◆ **WHAT NEEDS TO BE DONE**
Only one stretch of the records below should be repeated. It starts with the line containing "Locate an element" and goes on through the line containing "What do you see at coordinates (709, 12)", exactly as written.

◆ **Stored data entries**
========================================

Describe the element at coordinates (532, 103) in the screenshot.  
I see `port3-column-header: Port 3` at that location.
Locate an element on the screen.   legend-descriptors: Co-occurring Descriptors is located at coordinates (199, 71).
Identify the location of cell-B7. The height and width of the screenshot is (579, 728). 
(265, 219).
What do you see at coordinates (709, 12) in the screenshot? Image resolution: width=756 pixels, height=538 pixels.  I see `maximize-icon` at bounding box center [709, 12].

========================================

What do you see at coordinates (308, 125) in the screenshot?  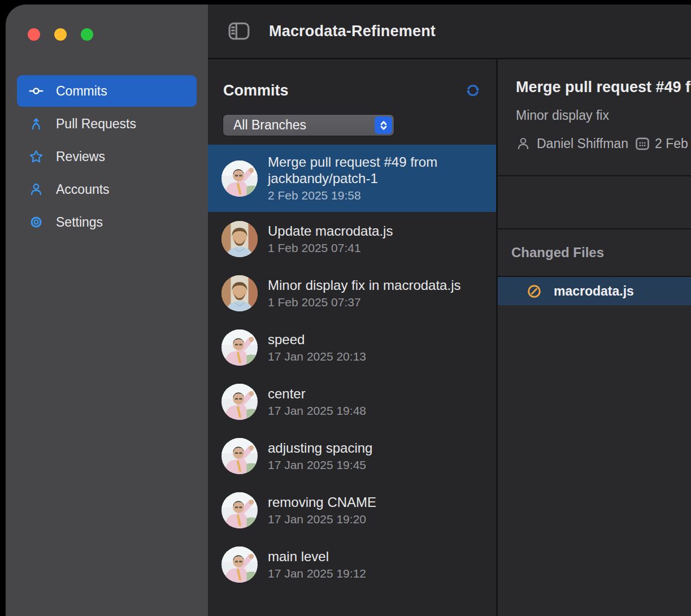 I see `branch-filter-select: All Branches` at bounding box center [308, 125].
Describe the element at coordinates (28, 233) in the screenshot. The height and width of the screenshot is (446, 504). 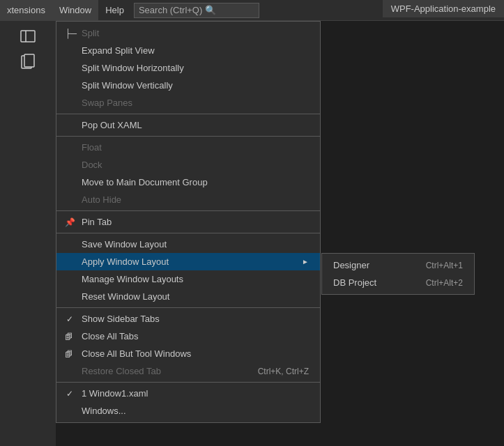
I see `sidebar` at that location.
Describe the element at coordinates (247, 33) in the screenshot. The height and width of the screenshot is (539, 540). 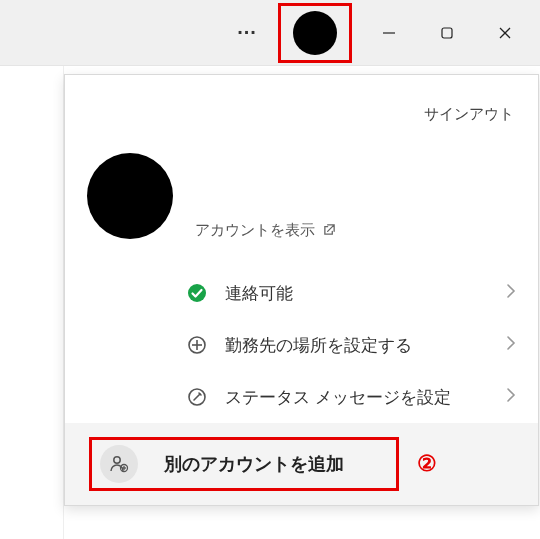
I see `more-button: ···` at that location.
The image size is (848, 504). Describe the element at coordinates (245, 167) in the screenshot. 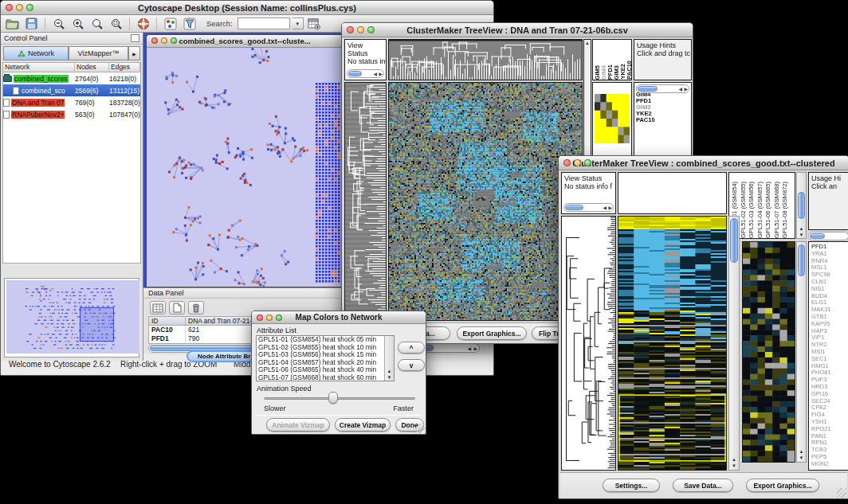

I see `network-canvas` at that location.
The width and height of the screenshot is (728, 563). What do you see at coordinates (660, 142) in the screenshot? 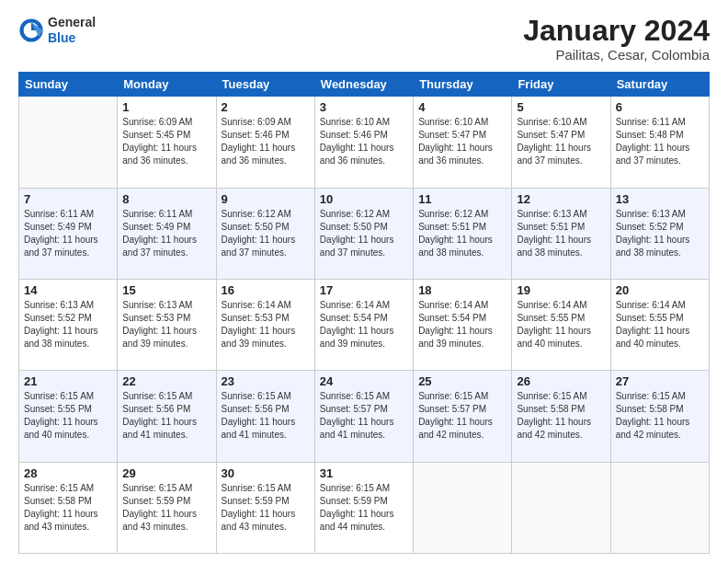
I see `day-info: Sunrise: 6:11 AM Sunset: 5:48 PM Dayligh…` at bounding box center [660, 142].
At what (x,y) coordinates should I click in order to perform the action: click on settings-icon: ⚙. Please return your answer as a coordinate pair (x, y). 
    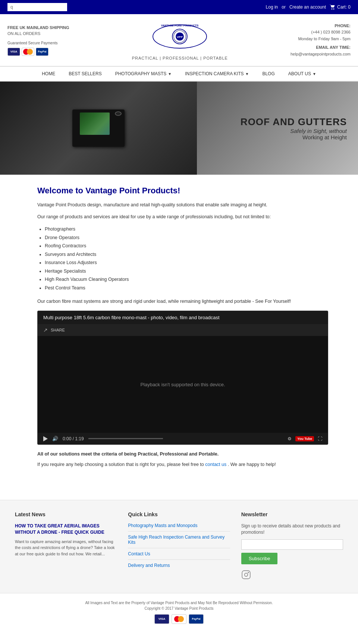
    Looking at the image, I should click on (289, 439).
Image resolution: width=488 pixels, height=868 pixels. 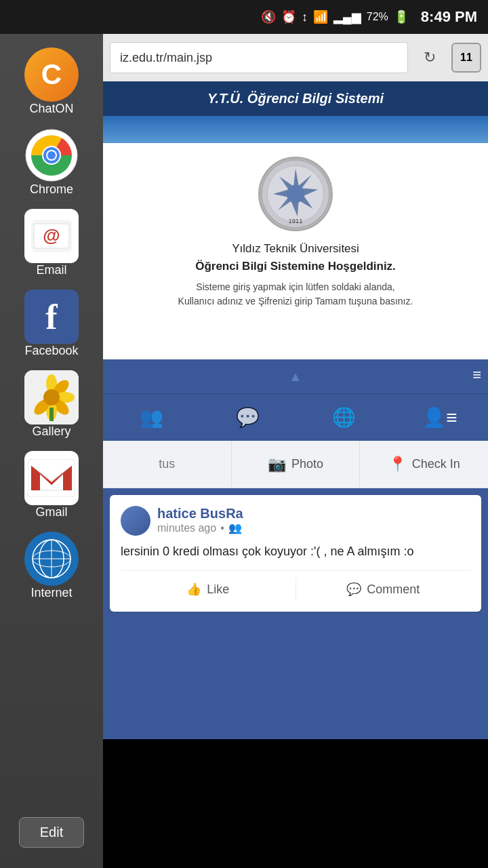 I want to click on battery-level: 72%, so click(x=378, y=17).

========================================

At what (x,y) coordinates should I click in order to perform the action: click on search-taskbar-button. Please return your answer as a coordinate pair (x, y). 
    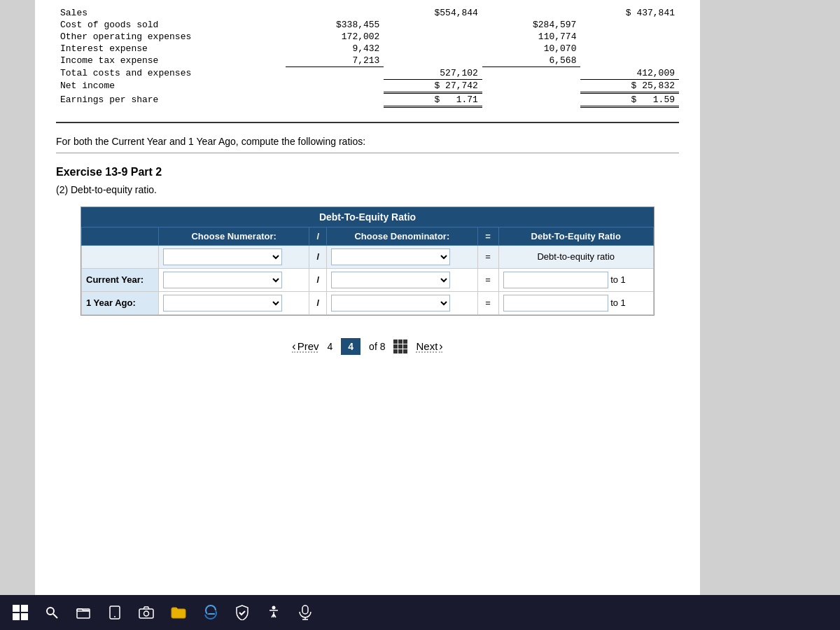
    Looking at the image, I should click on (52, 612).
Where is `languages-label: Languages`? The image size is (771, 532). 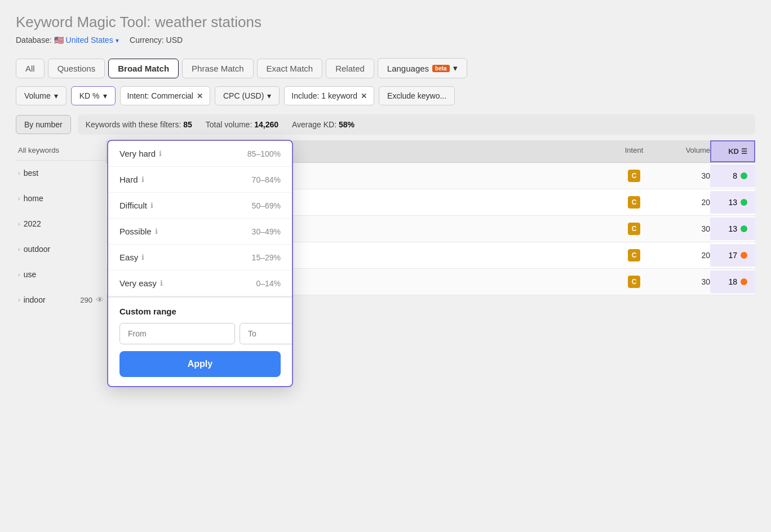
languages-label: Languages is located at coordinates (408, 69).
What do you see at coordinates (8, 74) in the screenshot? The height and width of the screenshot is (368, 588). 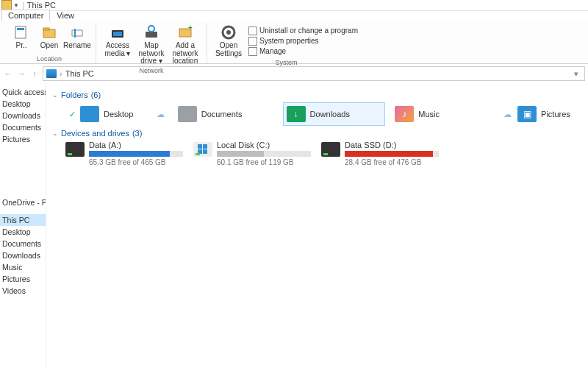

========================================

◆ **ANSWER AREA**
Locate an element on the screen.   legend-descriptors: Co-occurring Descriptors is located at coordinates (199, 71).
Identify the location of cell-B7. The height and width of the screenshot is (579, 728). 
(265, 219).
What do you see at coordinates (709, 12) in the screenshot? Image resolution: width=756 pixels, height=538 pixels.  I see `maximize-icon` at bounding box center [709, 12].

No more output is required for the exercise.